Whale sharks, a threatened species that can grow as big as a bus, have become so wildly popular with tourists that scientists, environmentalists and even eco-tourism operators are calling for new limits on human contact.
The massive polka-dotted fish roam the world’s warm oceans as solitary creatures. But they occasionally gather in large groups, or aggregations, to feast on everything from plankton to fish eggs. As the aggregation sites have become known, tourists have flocked to them, with tour operators from Mexico to the Maldives selling opportunities to swim “with the world’s biggest shark.” The slow-moving whale sharks are filter-feeders and pose no danger to humans. They are found in all of the world’s temperate seas, though scientists are unsure how many exist, where they breed or where they give birth.
Graphic
Where sharks meet to eat.
“Suddenly everyone has this on their bucket list,” said Brent Stewart, a scientist at San Diego’s Hubbs-SeaWorld Research Institute, who has studied whale sharks in half a dozen countries. “People are willing to pay money for this kind of eco-tourism, and now you see these unintended consequences. We have seen a frenzy in all these areas.”
In the Philippines, some boat captains have begun hand-feeding the big sharks to keep them nearby for paying tourists. That has horrified scientists, who fear it will interrupt the sharks’ migratory behavior. Some have signed a petition demanding the practice be banned, and Philippines fisheries officials recently began looking into the hand-feeding. In Kenya, some tour operators have proposed corralling the big sharks in fenced-off lagoons and hauling in paying tourists to swim with the trapped fish.
Nowhere, perhaps, are the tourism-vs.-sharks problems more apparent that off Mexico’s Yucatan Peninsula, where one of the largest aggregations occurs. The site is near Cancun, one of the Caribbean’s top tourist sites. Millions of vacationers are within a 45-minute boat ride of the area of open ocean where, from May through September, the big sharks congregate by the hundreds near Isla Mujeres.
This gathering spot, or “afuera,” was little known until three years ago, when scientists and some tour operators discovered the site. Newspaper articles, television reports and YouTube videos broadcast the news. Tourists began arriving by the tens of thousands and a new eco-tourism industry was born.
There are now more than 200 permits for whale shark tour boats — most carry eight to 10 people — in the Cancun area, according to Mexican officials. Because the afuera (Spanish for “outside”) occurs outside national park boundaries, it is not always clear which government agency is responsible for the well-being of the animals. Complicating the problems are that dozens of boats without permits often join the fray.
The Mexican government has established rules about how many boats can approach a shark and how many swimmers can snorkel near the animal. But scientists say that when the sharks are few and the people are many, those rules often go out the window.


→ PROMPT:
From the line containing "Help me find 'tableware' in this image." through the last line of the entries below, transcribe each line exactly, excluding any picture.

→ Spatial localization data:
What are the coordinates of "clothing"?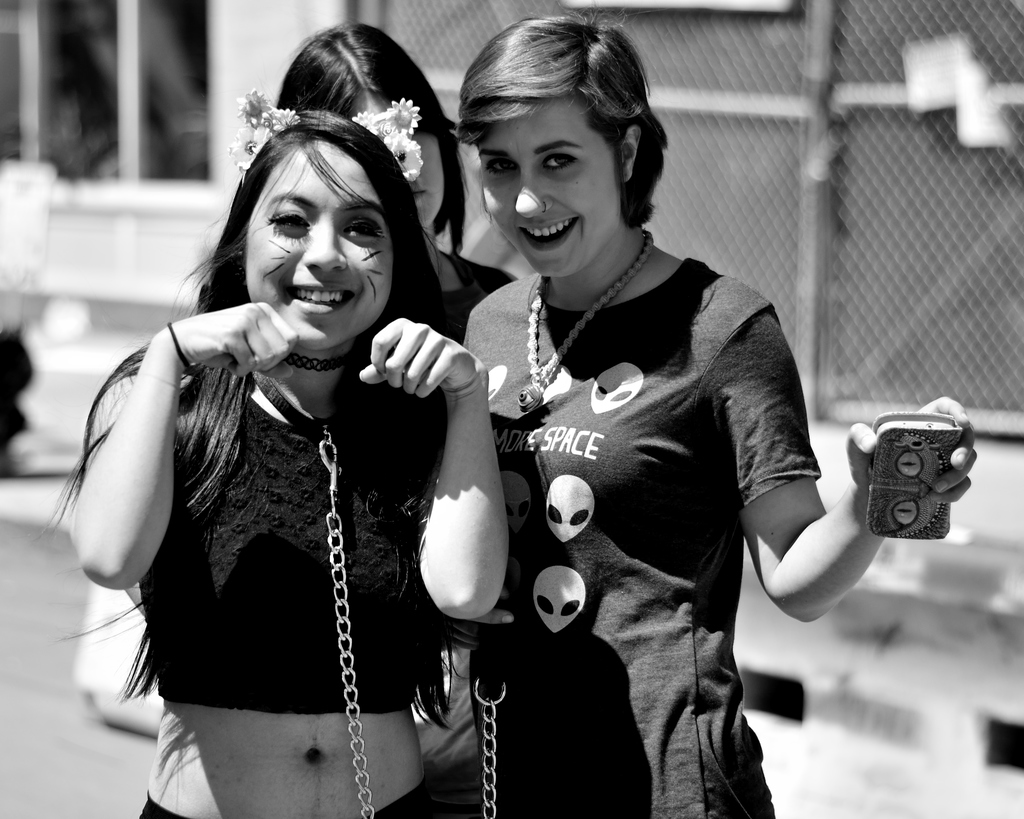
[462,174,824,786].
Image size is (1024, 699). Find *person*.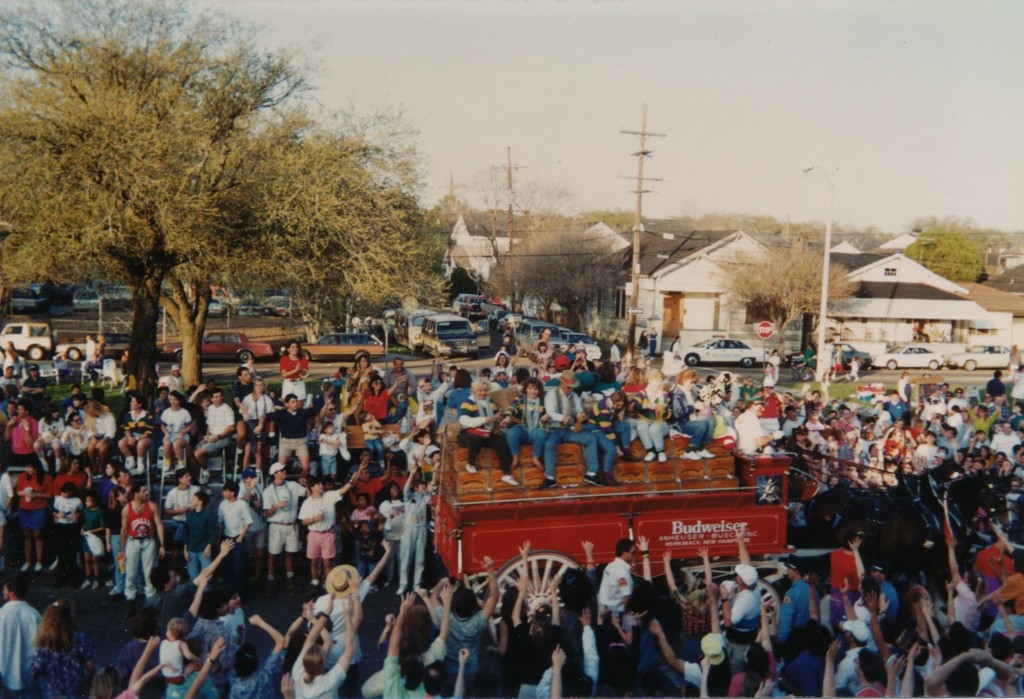
<bbox>454, 374, 517, 489</bbox>.
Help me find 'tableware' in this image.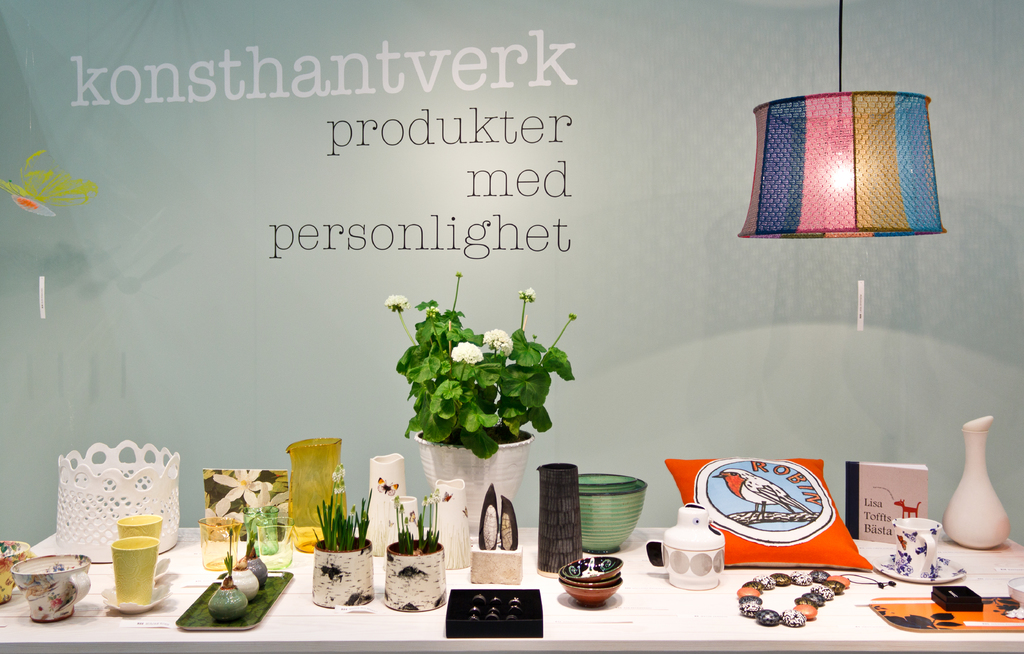
Found it: [243,504,280,555].
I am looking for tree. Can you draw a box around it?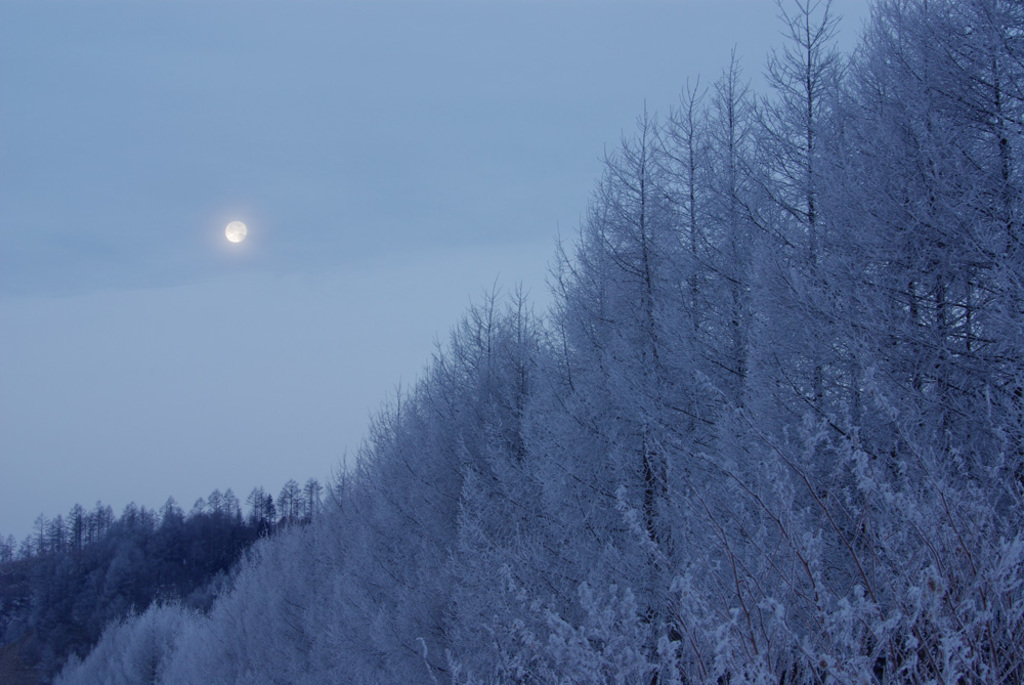
Sure, the bounding box is l=31, t=513, r=63, b=600.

→ COMPLETED TASK:
Help me find 'tableware' in this image.
Found it: [243,504,280,555].
I am looking for tree. Can you draw a box around it?
Sure, the bounding box is l=31, t=513, r=63, b=600.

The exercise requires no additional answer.